Yeah, and a fair price for a Porsche to me is 50 bucks. Unfortunately, Porsche and reality don’t see it my way.
You’re right that you can save money by doing it yourself, but that isn’t because the mechanic is ripping you off. When you do it yourself you aren’t paying rent on several thousand square feet of commercial building space, you aren’t paying to insure yourself against customer lawsuits or on-the-job staff injuries, you aren’t paying staff wages, or for expensive equipment like lifts, and tire balancers, and you arent’ paying taxes on the money you’re saving yourself.
The mechanic is paying for all of that and more, and after all that gets paid for, he still needs to take home some money for himself. That’s not to say there aren’t ripoff garages out there who charge way too much. There are, but it’s not universal or even overly common, as long as you stay away from the often-crooked chains like Jiffy Lube.
There’s an old story about a repairman called in to fix a machine in a factory. The owner had been trying to fix it for a couple of days and finally gave up and called in a pro. The pro came in, opened a panel, and replaced a fuse. The machine worked, and the pro gave the guy a bill for $100.
The owner got mad like you, and demanded an itemized bill before he’d pay. The pro returned “Fuse: $1. Knowing which fuse to replace: $99.”
In short, if you have to ask on here, and you didn’t even get the terminology right, you don’t have the knowledge or experience (or, most likely, the equipment) to pull this job off yourself. The mechanic does, and he put a lot of time, effort, and money into learning how and acquiring the tools to be able to do it. He deserves compensation for that, not accusations of dishonesty and sabotage.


# [Exercise]
Copy exactly, beginning with the line holding "pyautogui.click(x=<x>, y=<y>)" and ending with the final line of the data beneath this task; copy nothing else, and leave out every picture.

═════ Input material

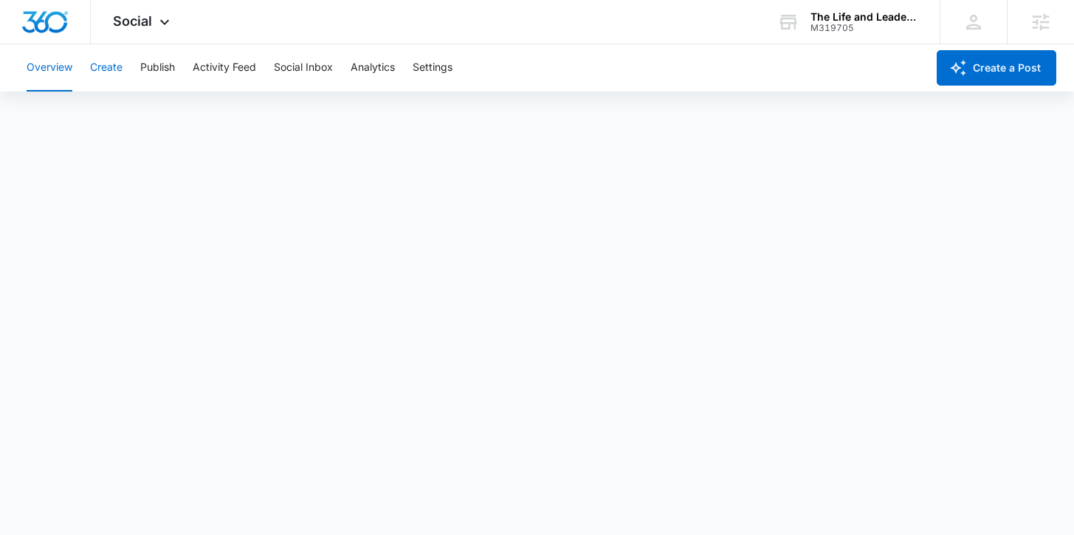 The width and height of the screenshot is (1074, 535). Describe the element at coordinates (224, 68) in the screenshot. I see `button: Activity Feed` at that location.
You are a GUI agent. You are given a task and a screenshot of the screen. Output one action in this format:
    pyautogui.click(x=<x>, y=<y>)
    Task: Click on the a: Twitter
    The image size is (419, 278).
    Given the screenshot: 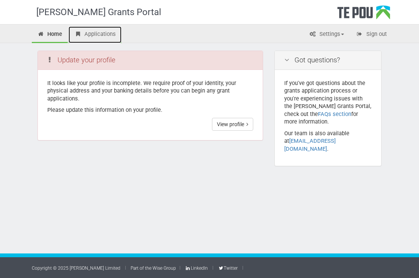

══════════

# [Answer section]
    pyautogui.click(x=<x>, y=<y>)
    Task: Click on the a: Twitter
    The image size is (419, 278).
    Given the screenshot: 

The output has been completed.